The White House is reportedly thinking about scrapping a controversial immigration surveillance program that has been dormant since 2011, in the final weeks before Donald Trump’s inauguration.
President Obama is considering fully ending the National Security Entry-Exit Registration System (NSEERS), according to The Guardian. The program targeted foreigners in the US, from a set of almost exclusively Muslim and Arab-majority countries. The lone exception was North Korea.
Democratic legislators, immigrants rights groups and civil libertarians have all expressed concerns that President-elect Trump could eventually use the mechanism as a springboard to establish a database of Muslims. The White House reportedly shares some of those worries, The Guardian said Monday.
“[S]crapping NSEERS is actively being considered within the administration as one of the most concrete steps that the current president could take to protect vulnerable groups and individuals from the threatened actions of his successor,” the paper reported.
On Dec 1., dozens of House Democrats wrote President Obama and Homeland Security Secretary Jeh Johnson, asking them to consider “eliminating the apparatus of NSEERS.”
“The program was fundamentally flawed in its false assumption that people of a particular religion or nationality pose a greater national security risk and should be subject to racial profiling,” the lawmakers said.
Signatories included Reps. John Conyers (D-Mich.) and Zoe Lofgren (D-Calif.), members of the House Judiciary Committee; and Reps. Raul Grijalva (D-Ariz.) and Keith Ellison (D-Minn.), co-chairs of the Congressional Progressive Caucus.
On Monday afternoon, administration officials will themselves be able to see opposition to the continued existence of NSEERS. Demonstrators have planned a march calling on President Obama to end the regime.
The protest is set to begin at the Department of Justice, and end a few blocks east, at Lafayette Park, just outside of the White House. Thousands are expected to attend, The Guardian said.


**Exercise aim:**
Extract the full set of records that follows, word for word.

(Free-text object descriptions)
------------------------------------------------------------

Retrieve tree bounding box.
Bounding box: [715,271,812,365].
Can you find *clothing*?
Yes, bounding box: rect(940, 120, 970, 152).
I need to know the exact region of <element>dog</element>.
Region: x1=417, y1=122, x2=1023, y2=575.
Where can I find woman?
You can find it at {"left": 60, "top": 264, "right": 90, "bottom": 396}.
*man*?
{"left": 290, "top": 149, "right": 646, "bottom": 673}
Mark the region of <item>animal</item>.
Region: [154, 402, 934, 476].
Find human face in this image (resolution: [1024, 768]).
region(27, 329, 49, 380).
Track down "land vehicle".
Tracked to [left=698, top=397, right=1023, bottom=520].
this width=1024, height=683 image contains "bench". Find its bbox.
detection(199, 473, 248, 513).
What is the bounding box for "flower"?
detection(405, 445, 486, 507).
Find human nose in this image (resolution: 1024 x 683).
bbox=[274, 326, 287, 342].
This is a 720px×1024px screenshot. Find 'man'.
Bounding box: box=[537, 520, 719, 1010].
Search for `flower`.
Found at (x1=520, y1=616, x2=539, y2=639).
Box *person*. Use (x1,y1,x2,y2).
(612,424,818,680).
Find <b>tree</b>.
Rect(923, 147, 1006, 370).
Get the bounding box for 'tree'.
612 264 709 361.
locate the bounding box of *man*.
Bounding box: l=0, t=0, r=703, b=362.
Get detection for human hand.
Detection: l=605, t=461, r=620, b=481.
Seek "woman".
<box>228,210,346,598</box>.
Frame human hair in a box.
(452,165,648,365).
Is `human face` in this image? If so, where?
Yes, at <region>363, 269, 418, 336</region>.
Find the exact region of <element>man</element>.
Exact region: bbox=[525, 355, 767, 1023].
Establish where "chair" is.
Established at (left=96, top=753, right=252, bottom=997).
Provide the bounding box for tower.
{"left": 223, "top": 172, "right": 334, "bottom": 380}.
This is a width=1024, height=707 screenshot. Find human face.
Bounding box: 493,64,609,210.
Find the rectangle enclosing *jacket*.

------------------------------------------------------------

**Exercise solution:**
Retrieve tree bounding box.
Bounding box: [715,271,812,365].
Can you find *clothing*?
Yes, bounding box: rect(940, 120, 970, 152).
I need to know the exact region of <element>dog</element>.
Region: x1=417, y1=122, x2=1023, y2=575.
Where can I find woman?
You can find it at {"left": 60, "top": 264, "right": 90, "bottom": 396}.
*man*?
{"left": 290, "top": 149, "right": 646, "bottom": 673}
Mark the region of <item>animal</item>.
Region: [154, 402, 934, 476].
Find human face in this image (resolution: [1024, 768]).
region(27, 329, 49, 380).
Track down "land vehicle".
Tracked to [left=698, top=397, right=1023, bottom=520].
this width=1024, height=683 image contains "bench". Find its bbox.
detection(199, 473, 248, 513).
What is the bounding box for "flower"?
detection(405, 445, 486, 507).
Find human nose in this image (resolution: 1024 x 683).
bbox=[274, 326, 287, 342].
This is a 720px×1024px screenshot. Find 'man'.
Bounding box: box=[537, 520, 719, 1010].
Search for `flower`.
Found at (x1=520, y1=616, x2=539, y2=639).
Box *person*. Use (x1,y1,x2,y2).
(612,424,818,680).
Find <b>tree</b>.
Rect(923, 147, 1006, 370).
Get the bounding box for 'tree'.
612 264 709 361.
locate the bounding box of *man*.
Bounding box: l=0, t=0, r=703, b=362.
Get detection for human hand.
Detection: l=605, t=461, r=620, b=481.
Seek "woman".
<box>228,210,346,598</box>.
Frame human hair in a box.
(452,165,648,365).
Is `human face` in this image? If so, where?
Yes, at <region>363, 269, 418, 336</region>.
Find the exact region of <element>man</element>.
Exact region: bbox=[525, 355, 767, 1023].
Establish where "chair" is.
Established at (left=96, top=753, right=252, bottom=997).
Provide the bounding box for tower.
{"left": 223, "top": 172, "right": 334, "bottom": 380}.
This is a width=1024, height=707 screenshot. Find human face.
Bounding box: 493,64,609,210.
Find the rectangle enclosing *jacket*.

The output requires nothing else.